Once the mobile marigolds were pointed away from the wall, Saleria continued on her way. Every morning and evening, just after sunrise and just before sunset, she patrolled the walls. The brisk walk did her good, keeping her fit and healthy, and so long as she kept up with the chore, it wasn’t too onerous. Except she couldn’t quite shake the unsettled feeling that lingered in the wake of her nightmare. It left her feeling dissatisfied. Disaffected.
Grumpy.
She didn’t let those emotions out, however. No mage of her great power level dared work their will from unchecked, unfiltered emotions. Certainly not near such a great source of power as what was contained within the Grove walls. At three points in each day, Saleria had to attend one of the three locus trees, giant growths which had been grown in an attempt to contain the magics spilling out of the three hair-thin rifts in the Veil between Life and the Dark. Dragged into the Dark by the deaths of people and animals, excess magic flowed back out through those rifts.

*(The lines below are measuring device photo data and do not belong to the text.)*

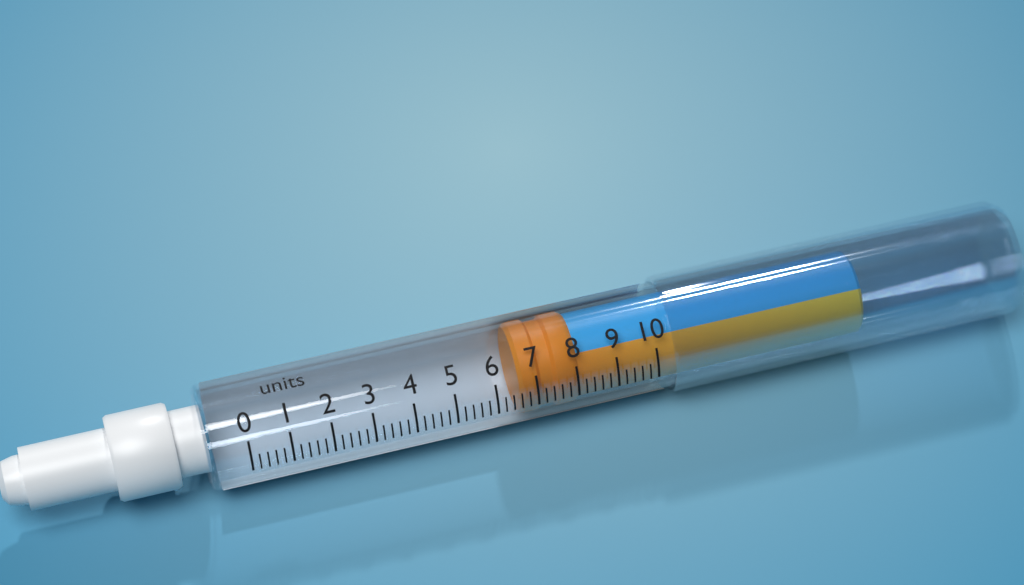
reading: 6.6 units
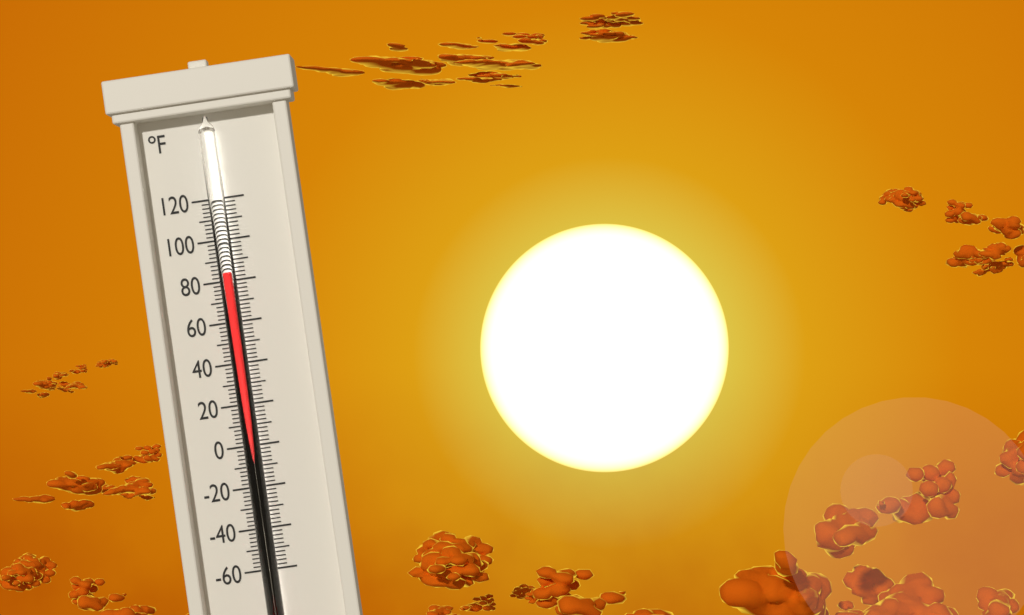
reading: 84 °F
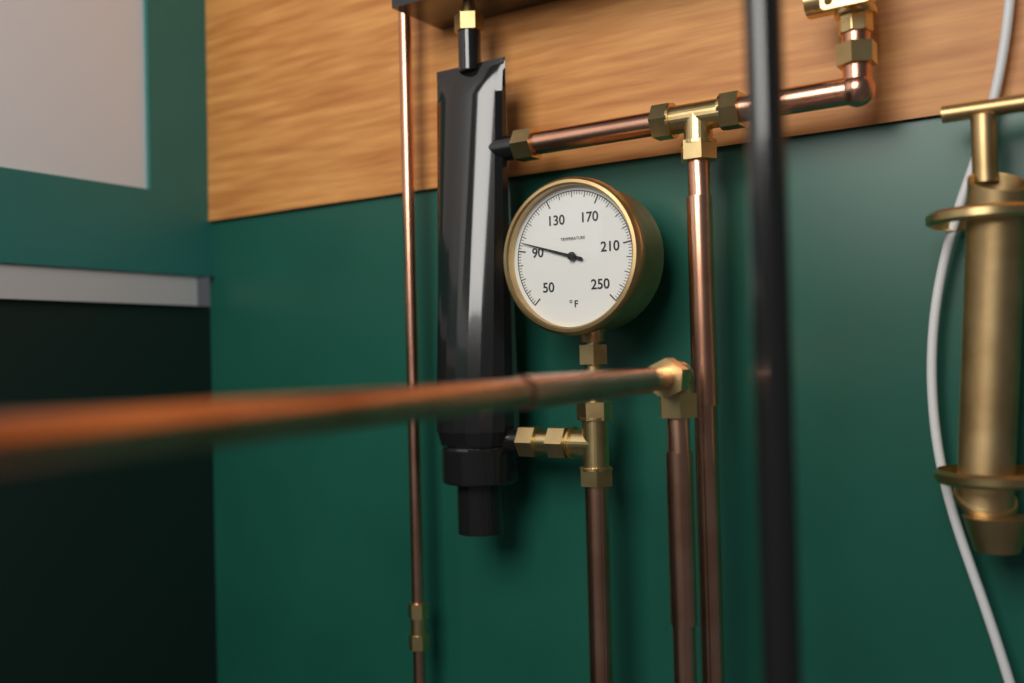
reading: 96 °F
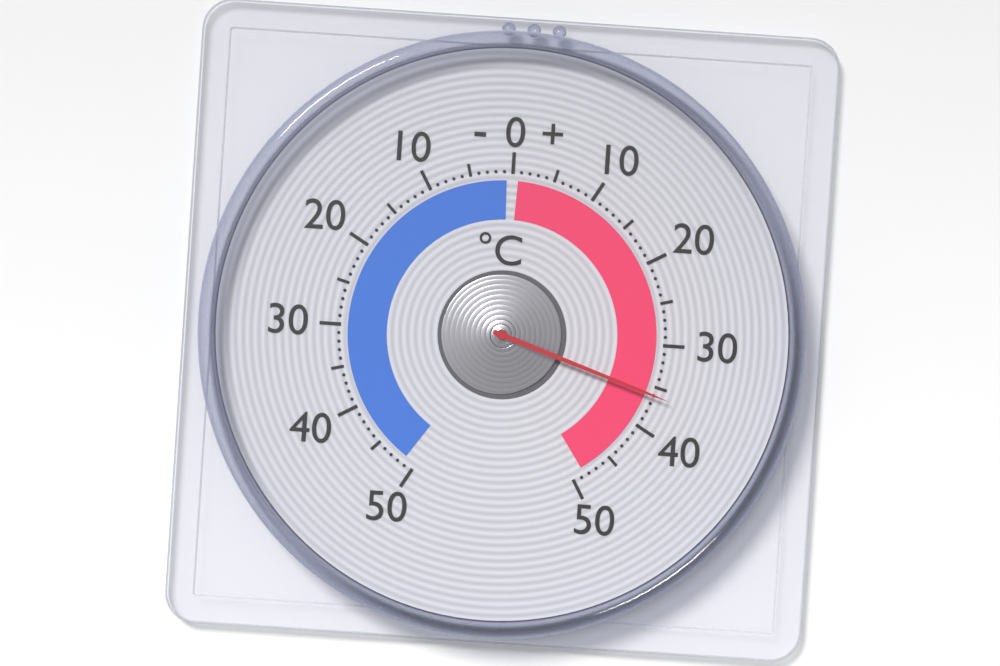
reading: 36 °C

Unchecked, unfiltered, and most importantly, unpurposed, that magic warped whatever it touched in ways a little too close to random for comfort. Unfettered emotions would only make everything worse. The north tree she attended after her first round with the walls. The south tree, just before her last round. The east tree she handled either right before or right after lunch, depending on how many duties she had around that point in the day.
Each trip took about an hour to tend the garden and siphon off the excess energy, and up to two hours to focus it and the energies collected by her staff crystal into prayers. Any modestly powered, competently educated mage trained in combat or at least self-defense could handle trimming the path along the inside of the wall and—on a good day—handle collecting the energies off the locus trees. But focusing it into fueling prayers in ways that were precise, controlled, and effective without unwanted side effects required a powerful priest-mage.
“You don’t need an assistant to do your morning rounds for you,” Saleria mock-recited from her last attempt at getting one out of the High Prelate for her district, Nestine. She kept her magic tightly under wraps, but her words echoed off the wall to her right, pitched nasally high in echo of her superior priestess, a thin, pinch-faced woman who had wielded her political power perhaps a little too long. “Your duties are light, you have the time, and anything less than your best effort would be an indulgence!”
She swiped hard at a branch in her way. Never mind that most Grove Keepers last only ten or fifteen years before exhausting themselves to the point where they have to retire, and that an assistant would lighten the strain immensely . . .
She slashed at a fern growing near the waterfall cascading down through a specially built channel in the wall, forcing it back. It shrank in on itself with an almost shy level of swiftness, making her feel sorry for taking out her irritation on the poor thing. Personalizing the plants could be dangerous. Here in a place where magic literally was a work of random will, a stray thought could twist things toward a particular idea, even make them real. Breathing deeply, she relaxed as best she could, clearing her mind, and continued across the little crescent-moon bridge fording the stream.
From up here, at the highest, easternmost end of the Grove, she had a good view of all three towering locus trees. Dark brown–barked and gnarled in their limbs, coated with leaves and moss tufts of a hundred different shades, they moved in subtle ways that had nothing to do with the wind, and everything to do with the power they struggled to contain. This close to the eastern locus, the creaking was quite audible. Loud enough that it almost hid the rustling approach of something through the ferns and bluebells of the underbrush.
Wary, Saleria waited. A minute or so after she stopped moving, something slightly larger than the size of her head cautiously poked its wiggling snout out from under the bushes. She held herself still, until the animal revealed itself one paw-step at a time. It took her a few moments to identify it, not as a rat but rather as a shrew. A very, very overgrown shrew. A creature known for eating three times its weight on a daily basis in its thumb-length size. This one was as long as her forearm, which meant it could very well be interested in eating all of her.
It leaped, jaws gaping in anticipation of a meaty bite. Her staff slashed down, cutting the creature in half. Side-stepping the fallen bits, she pinned the front half to the ground with the point of the business end, grimacing at the blood now staining the mossy ground. This part of her job, she didn’t like, but she liked the thought of being bitten even less.
She didn’t tap the creature’s remains with the crystal end of the staff; that was blood-magic, and forbidden. Killing an animal for food was acceptable, even necessary for good health. Plants alone did not provide all the nutrition a human needed to survive on this world, after all. But to steal their life-energies for magical purposes, that was what demons did, not good people. It was one of the oldest of the Laws of Gods and Man, that animal sacrifice—humans included—was anathema.